Why Liberal Satire and Conservative Outrage Are Both Responses to Mainstream Media — But With Very Different Powers
The New Behemoths of the Healthcare Industry ; Can Crops' Wild Relatives Save Troubled Agriculture? ; and More Picks
The New Behemoths of the Healthcare Industry ; Can Crops' Wild Relatives Save Troubled Agriculture? ; and More Picks 12/11
The New Behemoths of the Healthcare Bureaucracy (Chris)
From the New Republic: “Nobody should be shocked to learn that the health care industry is enormously profitable and generates mountains of paperwork for middlemen to process. Americans know that intuitively from experience. The amazing thing is the sheer size of the middleman industry and the commanding position these firms now hold in our economy. UnitedHealth is just a hair smaller than Amazon; McKesson is bigger than Wells Fargo and Boeing combined.”
Wealthy Seattleites ‘Flock’ Together to Create Digitally Gated Communities (Reader Steve)
The author writes, “AI cameras such as Flock Safety that detect objects and automatically read license plates eliminate the time-consuming need for human analysis.”
Ex–Ethics Chief Walter Shaub Warns William Barr Will Try to Interfere in 2020 Election (Russ)

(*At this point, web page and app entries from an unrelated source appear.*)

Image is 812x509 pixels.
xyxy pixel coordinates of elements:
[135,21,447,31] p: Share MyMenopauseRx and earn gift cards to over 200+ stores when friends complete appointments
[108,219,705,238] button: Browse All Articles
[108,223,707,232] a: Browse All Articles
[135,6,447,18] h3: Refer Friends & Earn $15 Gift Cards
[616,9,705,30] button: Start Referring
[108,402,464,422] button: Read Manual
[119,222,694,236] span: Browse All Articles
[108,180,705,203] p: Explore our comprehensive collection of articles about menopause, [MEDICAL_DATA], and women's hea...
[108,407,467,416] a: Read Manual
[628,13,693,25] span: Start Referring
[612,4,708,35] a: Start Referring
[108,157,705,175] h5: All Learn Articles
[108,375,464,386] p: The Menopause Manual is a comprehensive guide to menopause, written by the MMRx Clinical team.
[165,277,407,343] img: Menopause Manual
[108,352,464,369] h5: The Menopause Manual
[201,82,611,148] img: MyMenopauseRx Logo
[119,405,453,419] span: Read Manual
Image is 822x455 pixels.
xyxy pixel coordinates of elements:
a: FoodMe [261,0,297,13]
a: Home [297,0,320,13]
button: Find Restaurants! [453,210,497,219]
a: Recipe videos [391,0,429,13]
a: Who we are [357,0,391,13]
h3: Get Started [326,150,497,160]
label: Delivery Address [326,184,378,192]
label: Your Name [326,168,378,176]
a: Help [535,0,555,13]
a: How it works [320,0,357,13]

From HuffPost: “In a lengthy Twitter thread, Shaub accused Barr of misleading the public.”
Against Economics (Chris)
The author writes, “Economic theory as it exists increasingly resembles a shed full of broken tools. This is not to say there are no useful insights here, but fundamentally the existing discipline is designed to solve another century’s problems. The problem of how to determine the optimal distribution of work and resources to create high levels of economic growth is simply not the same problem we are now facing: i.e., how to deal with increasing technological productivity, decreasing real demand for labor, and the effective management of care work, without also destroying the Earth. This demands a different science.”
Can Crops’ Wild Relatives Save Troubled Agriculture? (Mili)
The author writes, “Cultivating a limited number of crops reduced the genetic diversity of plants, endangering harvests. Seed collectors hope to fix it by finding the plants’ wild cousins.”